Sun Drops vs RAL 290-5
Sun Drops (Cloverdale Paint) and RAL 290-5 (RAL Effect) come from different manufacturers. Both sit in the beige family, which is useful context if you're narrowing within a single hue direction. The 5-point LRV gap — 50 for Sun Drops vs 45 for RAL 290-5 — means Sun Drops will open up a space more effectively. ΔE 8.1 means they're clearly different, but not dramatically so — they'd pair well in the same room. Below you'll find 2 real-room photo comparisons where both colors appear side by side, plus 5 simulated room previews.
Sun Drops vs RAL 290-5 in Real Spaces
2 real rooms side by side. Sun Drops and RAL 290-5 are close enough that the difference can be hard to judge from a chip alone — these photos show how each reads at scale, across different spaces and lighting conditions.
Bedroom
Bedrooms are typically lit with warmer, lower light than the rest of the house — a condition that flatters warm tones and deepens cool ones. Sun Drops has the edge in reflectance, which shows as a quiet sense of added space rather than an obvious contrast.
Bathroom
Small bathrooms intensify color. A shade that seems quiet in a larger room can feel immersive when you're surrounded by it on four walls. Sun Drops has the edge in reflectance, which shows as a quiet sense of added space rather than an obvious contrast.
Color Details
Sun Drops vs RAL 290-5 Simulated Comparison
5 simulated room previews — drag the slider on each to see Sun Drops on one side and RAL 290-5 on the other.
Digital color is approximate. These simulations are generated from the manufacturer's hex values and overlaid on grayscale room photos — your screen's calibration, brightness, and viewing angle all affect how they render. Before committing to either color, test physical samples in your own space under the light you actually live with.
More Sun Drops comparisons
See how Sun Drops stacks up against other well-photographed colors across different brands and tones.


Task brief
Return all lines in the data where the string "button" can be found.

Dataset excerpts:

+===+

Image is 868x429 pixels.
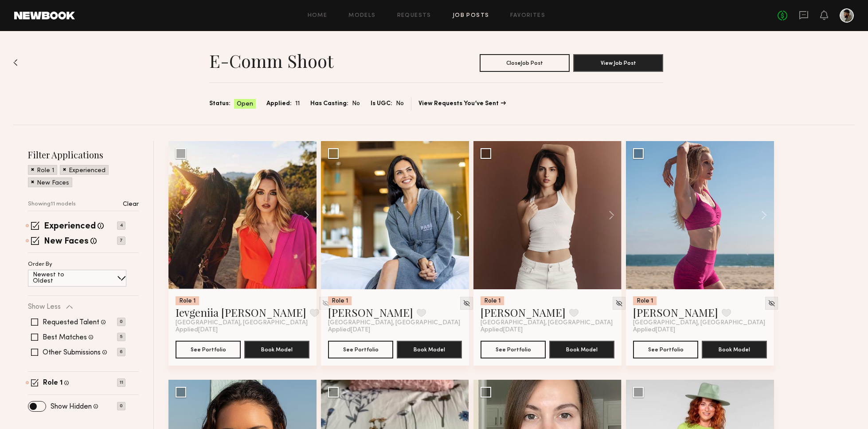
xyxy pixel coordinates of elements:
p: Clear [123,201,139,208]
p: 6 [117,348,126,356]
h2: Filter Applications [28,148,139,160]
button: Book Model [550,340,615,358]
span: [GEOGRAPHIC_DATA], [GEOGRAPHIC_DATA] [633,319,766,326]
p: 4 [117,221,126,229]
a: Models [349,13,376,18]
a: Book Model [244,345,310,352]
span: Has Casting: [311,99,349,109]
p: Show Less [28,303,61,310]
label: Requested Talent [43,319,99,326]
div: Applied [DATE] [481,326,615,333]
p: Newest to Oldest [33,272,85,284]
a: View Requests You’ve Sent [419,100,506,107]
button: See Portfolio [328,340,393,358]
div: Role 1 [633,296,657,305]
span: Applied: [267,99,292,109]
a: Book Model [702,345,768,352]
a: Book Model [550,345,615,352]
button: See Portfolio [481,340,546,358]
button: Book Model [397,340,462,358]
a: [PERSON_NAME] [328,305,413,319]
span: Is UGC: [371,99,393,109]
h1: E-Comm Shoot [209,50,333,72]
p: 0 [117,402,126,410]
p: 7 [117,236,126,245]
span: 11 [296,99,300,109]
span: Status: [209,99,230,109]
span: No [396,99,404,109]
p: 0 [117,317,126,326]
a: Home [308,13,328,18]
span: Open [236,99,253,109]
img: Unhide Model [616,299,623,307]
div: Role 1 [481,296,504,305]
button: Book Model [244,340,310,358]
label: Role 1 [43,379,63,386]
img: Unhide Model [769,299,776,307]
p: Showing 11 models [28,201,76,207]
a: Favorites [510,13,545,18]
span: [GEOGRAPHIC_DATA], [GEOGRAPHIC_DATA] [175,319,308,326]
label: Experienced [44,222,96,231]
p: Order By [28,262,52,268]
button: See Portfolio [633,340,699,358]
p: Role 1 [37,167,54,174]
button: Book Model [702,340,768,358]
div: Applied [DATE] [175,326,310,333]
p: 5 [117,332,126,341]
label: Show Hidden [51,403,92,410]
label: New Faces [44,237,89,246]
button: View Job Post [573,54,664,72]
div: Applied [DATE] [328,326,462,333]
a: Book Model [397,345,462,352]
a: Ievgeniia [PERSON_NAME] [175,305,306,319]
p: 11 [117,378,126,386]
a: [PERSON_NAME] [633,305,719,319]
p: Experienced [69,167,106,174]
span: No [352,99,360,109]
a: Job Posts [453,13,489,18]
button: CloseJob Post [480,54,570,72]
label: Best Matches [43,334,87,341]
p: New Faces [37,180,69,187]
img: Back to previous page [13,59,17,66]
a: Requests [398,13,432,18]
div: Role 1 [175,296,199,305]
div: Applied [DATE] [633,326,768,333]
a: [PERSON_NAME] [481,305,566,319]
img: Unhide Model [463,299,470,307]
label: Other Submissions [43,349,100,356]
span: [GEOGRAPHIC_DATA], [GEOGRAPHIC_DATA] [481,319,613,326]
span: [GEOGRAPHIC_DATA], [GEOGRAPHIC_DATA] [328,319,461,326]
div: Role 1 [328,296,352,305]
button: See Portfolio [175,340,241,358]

+===+

Result
button: Book Model [550,340,615,358]
button: See Portfolio [328,340,393,358]
button: See Portfolio [481,340,546,358]
button: Book Model [397,340,462,358]
button: Book Model [244,340,310,358]
button: See Portfolio [633,340,699,358]
button: Book Model [702,340,768,358]
button: View Job Post [573,54,664,72]
button: CloseJob Post [480,54,570,72]
button: See Portfolio [175,340,241,358]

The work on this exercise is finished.